🤖 AI Summary
This paper addresses the lack of a formal type-theoretic foundation for matching μ-logic in programming language semantics. We propose the first encoding of matching μ-logic within dependent type theory: sorts are embedded as indices in types, thereby establishing a strict correspondence between well-sortedness in the object language and well-typedness in the host type system. This construction inherently excludes ill-formed syntactic terms and guarantees that the semantic interpretation of any well-sorted term resides precisely within the semantic domain of its associated type. Our key contribution is the first fully dependent-type-theoretic formulation of matching μ-logic, unifying syntactic sorting constraints with type checking.

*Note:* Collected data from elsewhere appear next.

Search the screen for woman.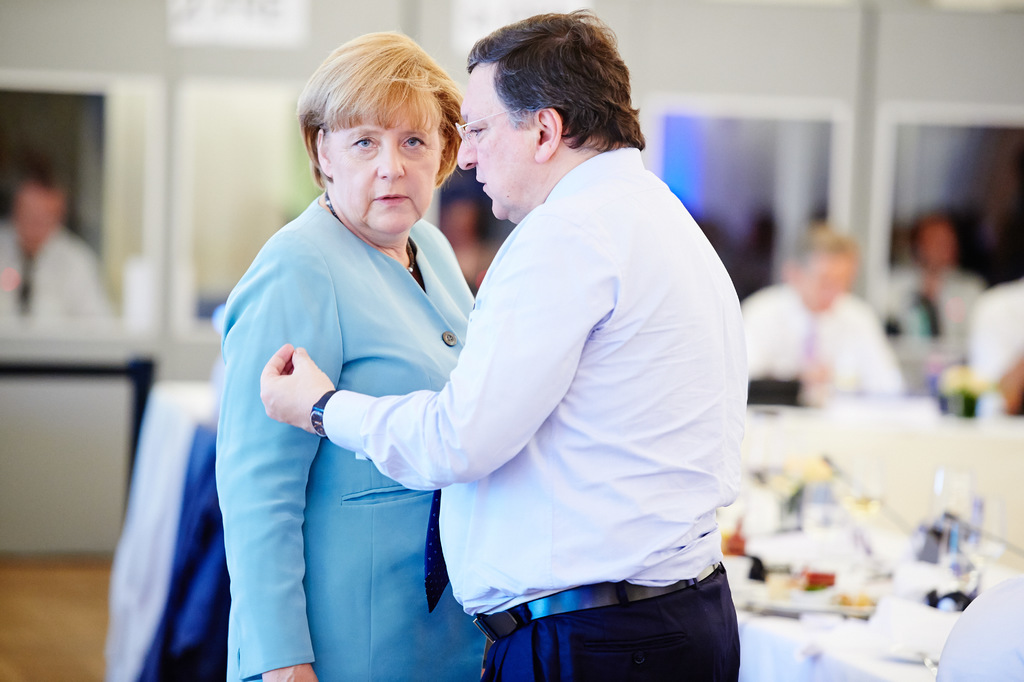
Found at x1=195, y1=48, x2=688, y2=663.
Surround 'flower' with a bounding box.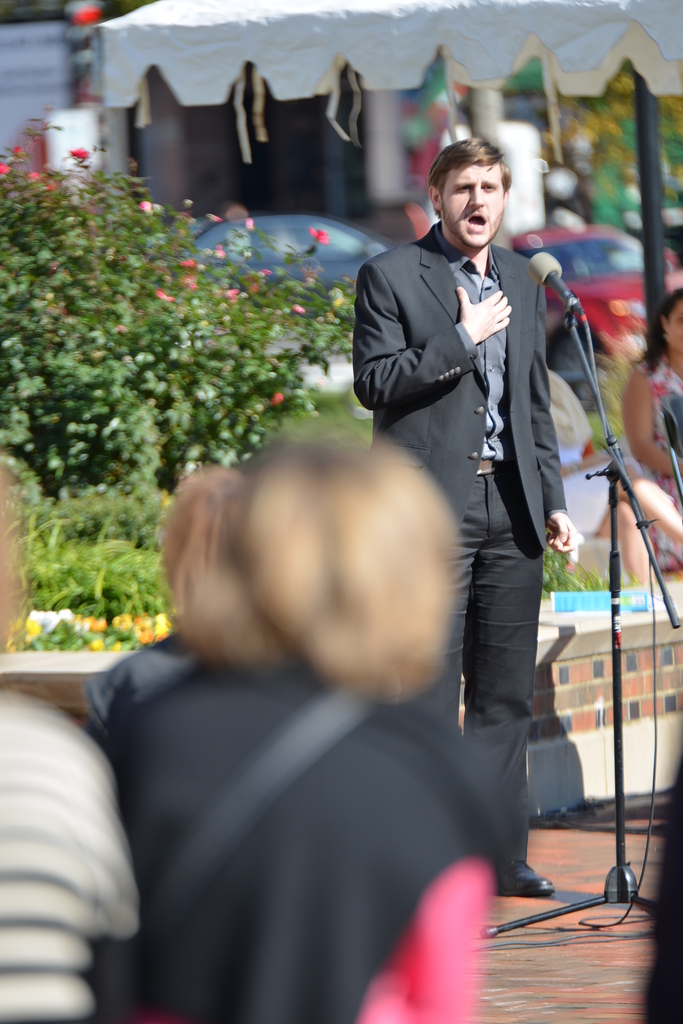
(x1=153, y1=287, x2=176, y2=301).
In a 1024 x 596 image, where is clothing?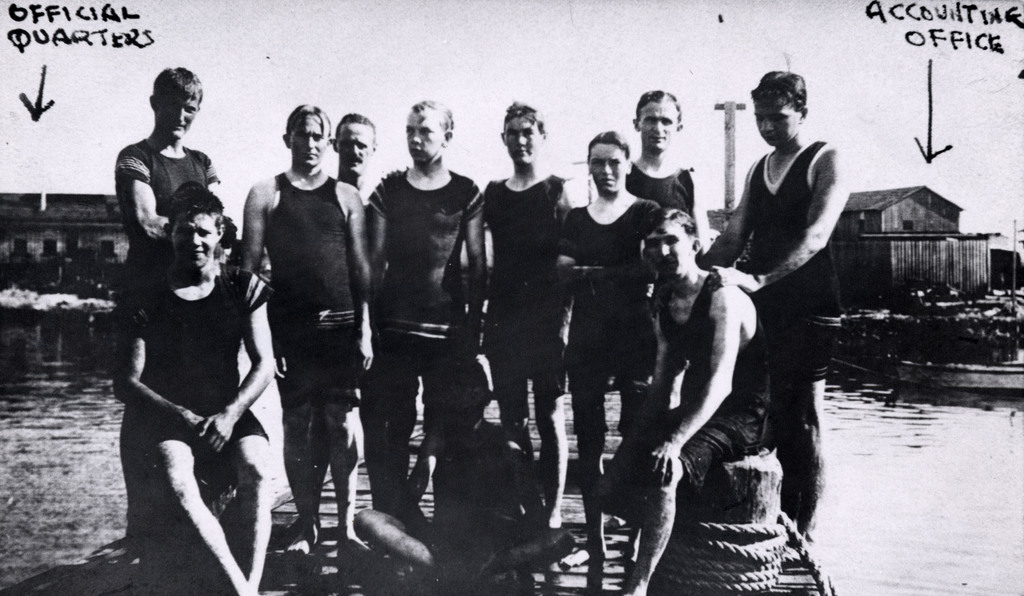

Moreover, this encoding provides a machine-verifiable foundation for meta-theoretic reasoning, significantly enhancing the rigor and automation potential of semantic models. The approach enables formal verification of logical properties directly within proof assistants supporting dependent types.
📝 Abstract
Matching logic is a general formal framework for reasoning about a wide range of theories, with particular emphasis on programming language semantics. Notably, the intermediate language of the K semantics framework is an extension of matching $μ$-logic, a sorted, polyadic variant of the logic. Metatheoretic reasoning requires the logic to be expressed within a foundational theory; opting for a dependently typed one enables well-sortedness in the object theory to correspond directly to well-typedness in the host theory. In this paper, we present the first dependently typed definition of matching $μ$-logic, ensuring well-sortedness via sorted contexts encoded in type indices. As a result, ill-sorted syntax elements are unrepresentable, and the semantics of well-sorted elements are guaranteed to lie within the domain of their associated sort.